Trong pledged that his country will work hard to implement the agreement. "Only then can we say it is a success,“ he pledged.

Biden earlier Sunday during a separate appearance with Trong had described the U.S. and Vietnam as “critical partners at what I would argue is a very critical time.” Neither leader specifically discussed how China's economic and geopolitical rise had contributed to their countries' newfound partnership, yet it was hard to explain the mutual embrace without China's regional influence.

Vietnam has been looking for a counterbalance to its relationships with other countries. It previously bestowed the same level of relations on China and Russia. Elevating the U.S. to the same status suggests that Vietnam wants to hedge its friendships as U.S. and European companies look for alternatives to Chinese factories.

With China's economic slowdown and President Xi Jinping's consolidation of political power, Biden sees an opportunity to bring more nations — including Vietnam and Cambodia — into America's orbit.

Biden arrived in Vietnam on Sunday and was welcomed with a pomp-filled ceremony outside the mustard-colored Presidential Palace. Scores of schoolchildren lined the steps waving small U.S. and Vietnam flags and Biden watched from an elevated review stand as high-stepping members of the military marched past. He and Trong met afterward Communist Party headquarters.

Both expressed happiness over seeing each other again after last meeting some eight years ago in Washington, said Biden, who then was vice president.

Trong sought to flatter Biden, who faces persistent questions at home about being 80 years old and running for reelection next year.

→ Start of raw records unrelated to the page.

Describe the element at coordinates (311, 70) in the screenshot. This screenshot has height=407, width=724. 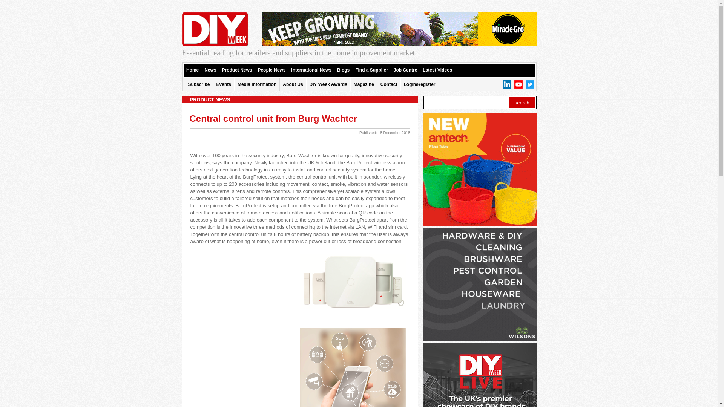
I see `International News` at that location.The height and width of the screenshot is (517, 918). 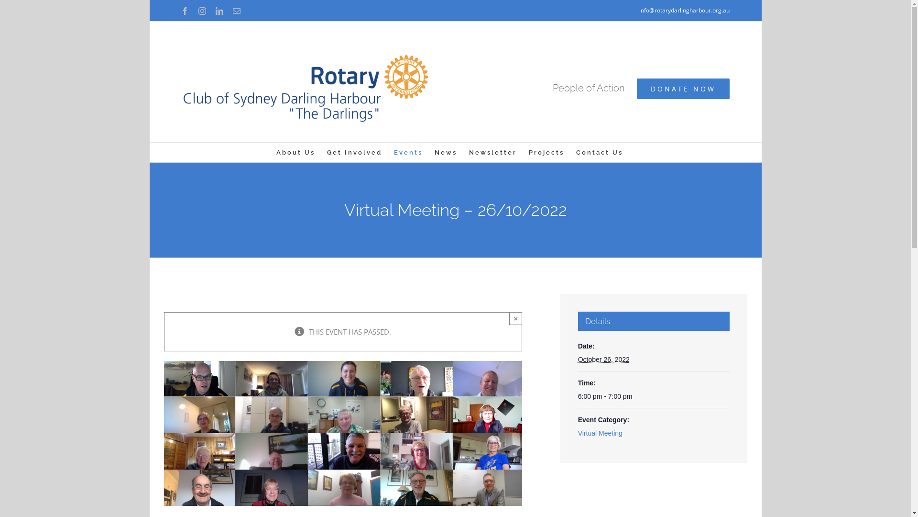 What do you see at coordinates (446, 152) in the screenshot?
I see `News` at bounding box center [446, 152].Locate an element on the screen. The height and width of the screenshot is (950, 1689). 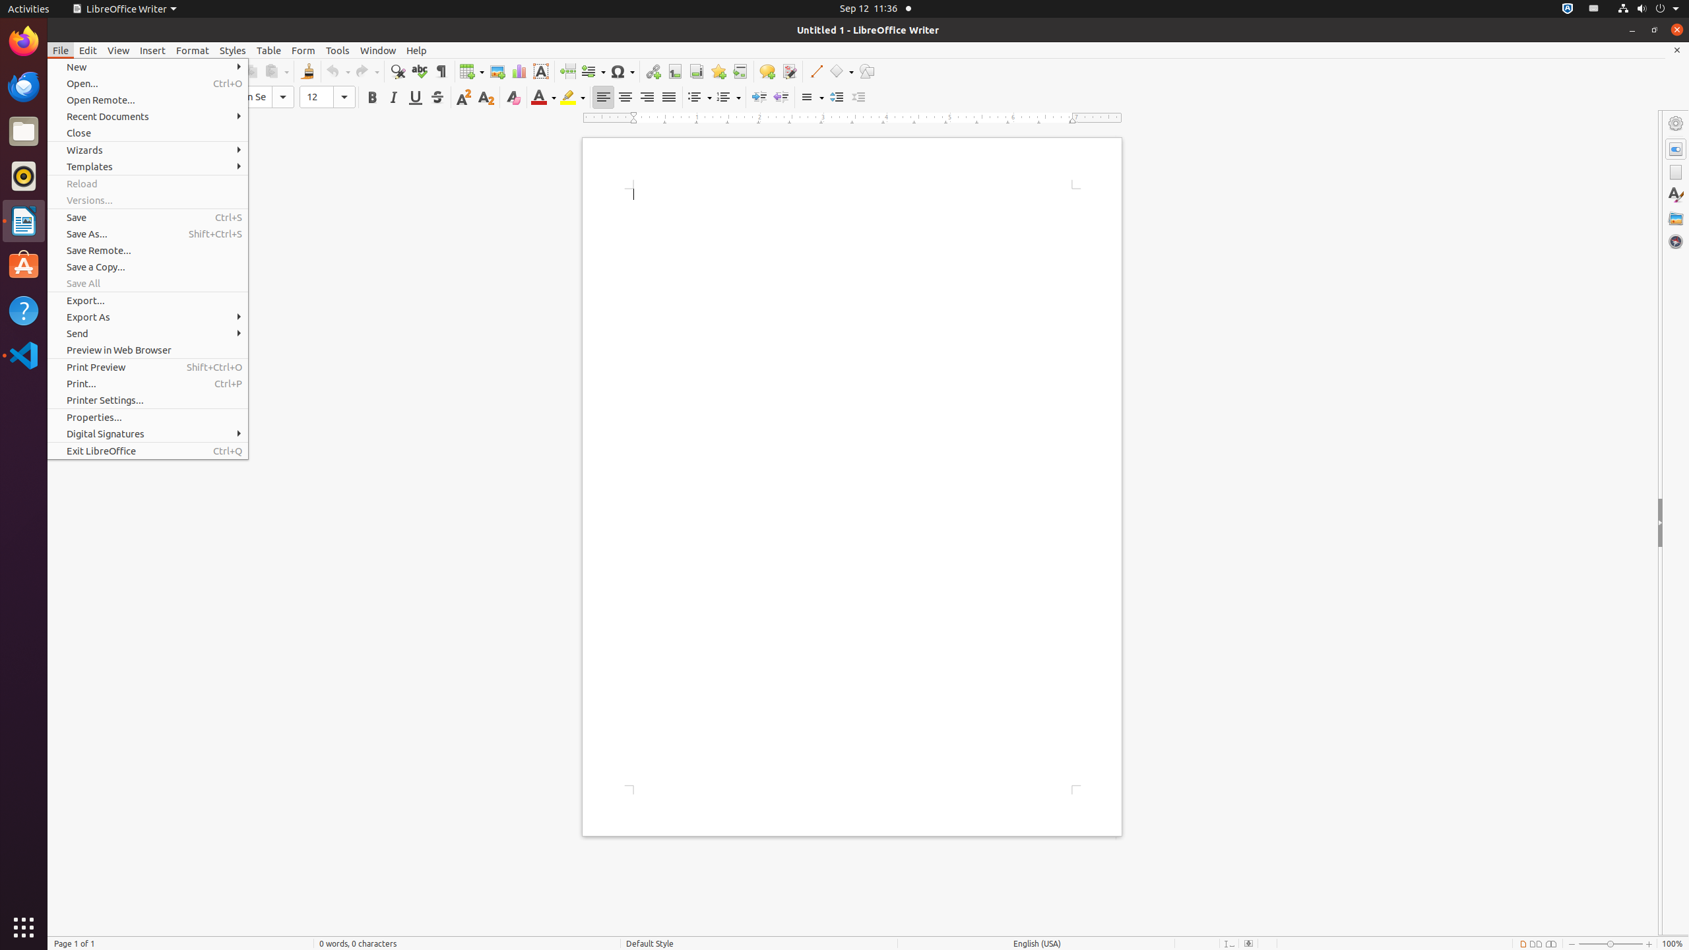
Hyperlink is located at coordinates (653, 71).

“You have nary aged a day, and I would say you look even better than before," Trong said. "I would say every feature of you Mr. President is complementing your image.” Biden chuckled.

Biden was given five draft deferments and was exempted from military service because he had asthma as a teenager.

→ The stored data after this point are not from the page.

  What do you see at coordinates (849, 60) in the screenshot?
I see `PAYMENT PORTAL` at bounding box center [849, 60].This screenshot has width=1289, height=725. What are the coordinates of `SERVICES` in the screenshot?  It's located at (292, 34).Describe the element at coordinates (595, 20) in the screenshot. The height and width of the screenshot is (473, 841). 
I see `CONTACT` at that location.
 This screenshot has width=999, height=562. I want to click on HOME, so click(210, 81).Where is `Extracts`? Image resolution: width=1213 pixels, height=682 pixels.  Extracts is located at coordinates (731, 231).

Earlier Sunday, Jon Finer, Biden's chief deputy national security adviser, addressed reports that Vietnam was pursuing a deal to buy weapons from Russia, even as it sought deeper ties to the United States. Finer acknowledged Vietnam's lengthy military relationship with Russia and said the U.S. continues to work with Vietnam and other countries with similar ties to Russia to try to limit their interactions with a nation the U.S. accuses of committing war crimes and violating international law with its aggression in Ukraine.

U.S. trade with Vietnam has already accelerated since 2019. But there are limits to how much further it can grow without improvements to the country's infrastructure, its workers' skills and its governance. Nor has increased trade automatically put the Vietnamese economy on an upward trajectory.

Commerce Secretary Gina Raimondo said that the CEOs she talks with rank Vietnam highly as a place to diversify supply chains that before the pandemic had been overly dependent on China. Raimondo has been trying to broaden those supply chains through the Indo-Pacific Economic Framework, an initiative Biden launched last year.

“Whether it’s Vietnam or Malaysia, Indonesia, India, companies are really taking a hard look at those countries as places to do more business,” Raimondo said. “It is also true that they need to improve their workforce, housing, infrastructure and, I’d say, transparency in government operations.”

Vietnam's economic growth slipped during the first three months of 2023. Its exporters faced higher costs and weaker demand as high inflation worldwide hurt the market for consumer goods.

Still, U.S. imports of Vietnamese goods have nearly doubled since 2019 to $127 billion annually, according to the Census Bureau. It is unlikely that Vietnam, with its population of 100 million, can match the scale of Chinese manufacturing. In 2022, China, with 1.4 billion people, exported four times as many goods to the U.S. as did Vietnam.